CASCADING dams may be more trouble than they are worth: they are more expensive to construct and maintain, and they cannot produce electricity during the dry season.
In making this assertion, environmental watchdog group Save Rivers Network questioned why the Sarawak government is insisting on going ahead with building numerous such new dams.
It said former Sarawak Energy Bhd CEO Datuk Torstein Sjotveit had stated in a report in 2015 that cascading dams are not practical for a state like Sarawak that can experience prolonged dry spells and even serious droughts.
Save Rivers chairman Peter Kallang said the idea of building cascading dams in Sarawak had cropped up before in the past, but in 2015 Torstein had said that such dams are more expensive to build compared to conventional designs.
“Torstein also said such cascading dams are not practical in Sarawak, as they cannot produce electricity when the river level declines,” he said in a statement today.
“In Sarawak, we have seen extreme dry seasons and even severe prolonged drought.
“Under such circumstances, these cascading dams are money sapping projects, so why insist on building them?”
Yesterday, it was reported that Sarawak has identified several selected rivers statewide as locations for constructing new hydroelectric dams using the cascading design, and not just the Sg Tutoh in Baram district.
Deputy State Minister for Energy and Environmental Datuk Hazland Abang Hipni had said that these selected rivers have been found to be “safe locations” for hydro-dams.

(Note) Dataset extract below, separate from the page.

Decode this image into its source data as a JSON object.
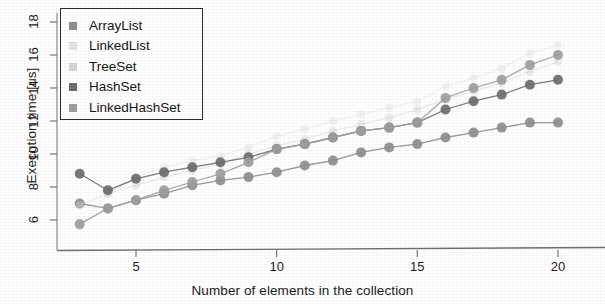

State electricity supplier Sarawak Energy Bhd is already working on the technical aspects of the impending cascading hydro-dams.
On October 28, Premier Tan Sri Abang Johari Openg had announced that the state has already identified Sg Tutoh in the remote reaches of the vast Baram district as the location for the first cascading hydroelectric dam project.
He claimed that the state will proceed with the process to build the Tutoh Dam because the “local natives of Baram themselves want the dam project”.
Johari also said that the state government wants to generate up to 20,000 MW of electricity through hydro-dams plus another 15,000 megawatt through gas-turbine power plants.
“We want to eventually have at least 35,000 megawatts for local use and for export to neighbouring countries,” he said.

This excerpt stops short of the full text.